Ah, Lenny. “You have nothing to make up.”
She looked at the ceiling. “Tell the world that. I need this. I need to be seen, and it will help to have a you as my handsome handbag. Please don’t make me beg.”
“We do have to pretend we’re together by choice.” It wouldn’t work if they were arguing all the time.
“I can deal with that.”
“There are going to be lies told.” Lots of them.
“I’m on board with telling a few strategic lies myself, if it gets us what we want.”
“Cookie Jar thoroughly disgraced and bankrupted, then removed from power.”
She nodded. “It will be the start of the Lenny Bradshaw rehabilitation tour.”
That made sense.
“So we’re clear, I’m using you as much as you’re using me,” she said.
Now that he understood, it was as unromantic as sweeping up broken glass.
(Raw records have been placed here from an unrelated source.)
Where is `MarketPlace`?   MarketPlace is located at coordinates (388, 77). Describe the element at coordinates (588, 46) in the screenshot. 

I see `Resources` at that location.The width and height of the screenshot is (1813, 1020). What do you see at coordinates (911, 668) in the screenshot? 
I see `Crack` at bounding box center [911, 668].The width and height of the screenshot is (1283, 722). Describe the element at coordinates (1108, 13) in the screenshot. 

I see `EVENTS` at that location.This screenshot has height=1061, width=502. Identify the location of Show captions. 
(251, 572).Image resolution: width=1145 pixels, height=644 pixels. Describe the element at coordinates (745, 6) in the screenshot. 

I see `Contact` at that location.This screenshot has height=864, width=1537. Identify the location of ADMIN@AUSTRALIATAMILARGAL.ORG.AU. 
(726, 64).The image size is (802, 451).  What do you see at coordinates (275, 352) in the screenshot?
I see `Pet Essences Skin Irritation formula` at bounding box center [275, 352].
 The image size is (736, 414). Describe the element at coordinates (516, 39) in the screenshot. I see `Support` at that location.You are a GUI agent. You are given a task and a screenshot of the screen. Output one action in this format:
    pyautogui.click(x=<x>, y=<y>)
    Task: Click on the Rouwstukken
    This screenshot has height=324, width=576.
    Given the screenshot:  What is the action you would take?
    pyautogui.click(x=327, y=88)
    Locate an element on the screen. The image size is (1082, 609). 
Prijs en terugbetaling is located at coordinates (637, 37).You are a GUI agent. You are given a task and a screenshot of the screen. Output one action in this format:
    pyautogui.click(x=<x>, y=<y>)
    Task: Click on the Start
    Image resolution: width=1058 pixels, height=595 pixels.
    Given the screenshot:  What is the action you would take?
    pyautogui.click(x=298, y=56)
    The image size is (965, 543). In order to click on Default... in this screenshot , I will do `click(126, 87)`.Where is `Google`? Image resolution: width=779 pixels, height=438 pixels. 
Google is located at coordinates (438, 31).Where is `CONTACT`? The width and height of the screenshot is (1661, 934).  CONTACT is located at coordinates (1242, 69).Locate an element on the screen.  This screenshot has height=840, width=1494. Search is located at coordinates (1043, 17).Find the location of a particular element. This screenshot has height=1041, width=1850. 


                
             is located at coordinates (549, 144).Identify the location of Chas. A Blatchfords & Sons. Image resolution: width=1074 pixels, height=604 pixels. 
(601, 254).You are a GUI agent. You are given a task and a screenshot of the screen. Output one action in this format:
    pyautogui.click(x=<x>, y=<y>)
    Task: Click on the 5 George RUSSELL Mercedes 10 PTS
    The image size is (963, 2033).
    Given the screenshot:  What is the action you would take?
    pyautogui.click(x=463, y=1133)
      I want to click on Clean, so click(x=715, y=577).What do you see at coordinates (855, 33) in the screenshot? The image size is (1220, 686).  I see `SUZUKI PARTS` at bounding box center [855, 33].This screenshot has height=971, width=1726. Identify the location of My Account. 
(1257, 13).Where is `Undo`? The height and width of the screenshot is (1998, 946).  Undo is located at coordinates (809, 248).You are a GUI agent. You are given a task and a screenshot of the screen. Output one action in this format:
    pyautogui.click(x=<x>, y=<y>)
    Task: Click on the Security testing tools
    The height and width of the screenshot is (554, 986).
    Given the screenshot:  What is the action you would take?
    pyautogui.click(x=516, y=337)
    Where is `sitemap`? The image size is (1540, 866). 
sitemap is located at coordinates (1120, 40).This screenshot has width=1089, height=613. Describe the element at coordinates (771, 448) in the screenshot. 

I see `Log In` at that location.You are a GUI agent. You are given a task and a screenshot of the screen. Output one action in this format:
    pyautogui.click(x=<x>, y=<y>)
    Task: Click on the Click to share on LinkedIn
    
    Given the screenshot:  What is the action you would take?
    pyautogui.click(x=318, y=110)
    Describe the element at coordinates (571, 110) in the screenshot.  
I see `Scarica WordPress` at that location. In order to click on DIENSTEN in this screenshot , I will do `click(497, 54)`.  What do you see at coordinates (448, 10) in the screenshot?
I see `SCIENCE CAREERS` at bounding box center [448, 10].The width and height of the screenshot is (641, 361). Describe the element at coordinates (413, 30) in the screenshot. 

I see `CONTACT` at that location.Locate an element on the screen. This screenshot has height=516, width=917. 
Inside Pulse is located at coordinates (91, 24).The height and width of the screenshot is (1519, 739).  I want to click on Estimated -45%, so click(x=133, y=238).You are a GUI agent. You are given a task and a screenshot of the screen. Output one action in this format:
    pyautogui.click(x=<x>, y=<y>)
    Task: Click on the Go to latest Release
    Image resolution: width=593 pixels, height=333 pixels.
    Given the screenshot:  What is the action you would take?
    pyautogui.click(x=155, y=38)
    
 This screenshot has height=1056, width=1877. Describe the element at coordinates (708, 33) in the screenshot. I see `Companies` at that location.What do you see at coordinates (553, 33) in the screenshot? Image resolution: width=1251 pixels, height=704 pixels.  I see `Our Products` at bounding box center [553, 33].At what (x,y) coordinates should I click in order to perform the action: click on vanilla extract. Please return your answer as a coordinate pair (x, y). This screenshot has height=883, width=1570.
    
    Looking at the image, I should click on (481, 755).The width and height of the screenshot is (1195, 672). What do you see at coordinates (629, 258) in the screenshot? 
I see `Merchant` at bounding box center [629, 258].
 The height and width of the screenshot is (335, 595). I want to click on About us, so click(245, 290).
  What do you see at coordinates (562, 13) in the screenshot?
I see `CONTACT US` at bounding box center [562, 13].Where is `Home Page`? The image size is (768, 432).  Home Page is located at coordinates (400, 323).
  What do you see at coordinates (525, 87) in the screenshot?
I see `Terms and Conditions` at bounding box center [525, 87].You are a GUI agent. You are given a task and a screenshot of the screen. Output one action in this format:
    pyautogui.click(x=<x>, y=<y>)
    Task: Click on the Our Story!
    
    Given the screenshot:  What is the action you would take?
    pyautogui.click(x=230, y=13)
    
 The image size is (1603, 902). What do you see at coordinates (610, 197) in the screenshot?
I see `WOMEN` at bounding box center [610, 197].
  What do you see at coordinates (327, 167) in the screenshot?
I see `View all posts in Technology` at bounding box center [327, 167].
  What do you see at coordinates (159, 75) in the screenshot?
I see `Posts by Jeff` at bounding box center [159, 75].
But it might work.
“What happens to the money you take from Cookie Jar?” she asked.
This was firmer ground, straight operational practice. “You get your donation back, and we refund all the other organizations and government entities Cookie Jar ripped off. Anything left over after costs goes to a fund to benefit Ossovian kids.”
“That’s it?”
“That’s it. For the next six weeks, we run a sting to disgrace Sonny Ozols that his party can use as leverage to get him dumped from the leadership, tried, and sent to jail.”
She stood and held her hand out across his desk. “After it’s done, we’re done.”
He shouldn’t make this deal; it had irretrievably stupid written in every rectangular box of it.